1 hour ago, primeval_god said:

I dont think, generally speaking, that unRAID users are going for ZFS.

 

 

If I was in charge and had the budget, I would have enhanced the unRAID product to include the important features that ZFS offers (integrity, scrub, repair, snapshot), but done with the unRAID brand/mission.

 

And if I didn't have the budget to do it in the unRAID way, the next best thing is SnapRAID.

 

I just read unRAID's about "mission":

 

Quote

Unraid Today

What started out as a personal quest to improve media storage has evolved into the most popular at-home storage and computing solution: Unraid OS.

Our powerful operating system allows sophisticated media aficionados, gamers, and other intensive data-users to have ultimate control over their data, media, applications, and desktops. Best of all, Unraid allows you to use just about any combination of hardware that you wish, giving you the freedom to customize and maximize your systems to precisely fit your needs.

 

Besides wanting to centrally store my data, I also want to keep my data for a many decades.  Hence why data integrity verification and some way of restoring data in the case of hardware failure or some bit rot event caused by whatever (I have experienced bit loss, but can't explain how/why, and don't really care, I just want mitigation), and done efficiently (money/time).  It becomes hard to justify the cost when it exceeds the purchase cost of my media collection, except the cost of time accumulating the media.  Which is why the data integrity/recovery has become more important to me.  Backups mean doubling my storage costs.  Parity allows me to just buy one drive for parity, so the storage ratio is excellent.  Parity gives me the risk vs. cost ratio that is desirable for me at the moment.

 

But something else was mentioned...gamers.  I'm not a gamer, but I have heard their performance requirements are very demanding.  So maybe this is the real reason ZFS is coming...it's for the high performance demanding gamers, with the high performing hardware investment.  So ZFS's hardware demands and costs aren't a big deal to the gamers who already have expensive rigs.

 

 

 

 

 

Link to comment

I don't think ZFS is displacing any of the existing file system options.
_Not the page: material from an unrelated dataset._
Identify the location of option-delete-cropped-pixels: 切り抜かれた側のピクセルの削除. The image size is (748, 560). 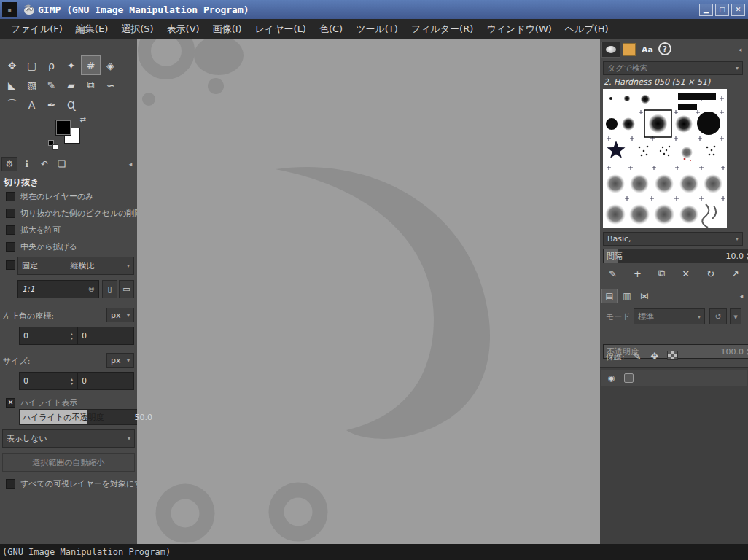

It's just another option you can optionally choose to use. In my case I'm using individual ZFS formatted drives in a normal parity protected array.

 

The advantage here is that you can use snapshots, compression etc. But I retain the advantage of being able to use disks of different size and I can mount them individually. I also use ZFS on my cache drives because I don't love the way BTRFS reports free-space and have had issues with this in the past.

 

I can see why there are use cases for people wanting a full ZFS array too. If speed is a priority then this will always win out over a parity + cache combo. People doing media creation (e.g. YouTubers etc) may want to start with a parity array, then migrate to a full ZFS backed one later. Add in the paid support options UNRAID now has and you have something you can rely on as your needs grow/change.

  • Upvote 1
Link to comment
  • 2 weeks later...

If speed is a priority and you want data striping, IMHO Unraid is not the product for you. There are any number of free and commercial RAID based solutions that can accomplish this.

 

As to why Limetech is spending money on ZFS while seemingly completely ignoring Snapraid like functionality, I believe the answer is what I said earlier - ZFS is a very big name and can bring in popularity and $$$, and many of the big Unraid adopters and popularizers are people with $$$ and giant servers, youtube channels, who can afford it. ZFS makes almost no sense for the typical home Unraid user, vs the ones with giant server racks and multiple servers and enterprise gear.

 

 

Link to comment

Join the conversation

You can post now and register later. If you have an account, sign in now to post with your account.
Note: Your post will require moderator approval before it will be visible.

Guest
Reply to this topic...

×   Pasted as rich text.   Restore formatting

  Only 75 emoji are allowed.

×   Your link has been automatically embedded.   Display as a link instead

×   Your previous content has been restored.   Clear editor

×   You cannot paste images directly. Upload or insert images from URL.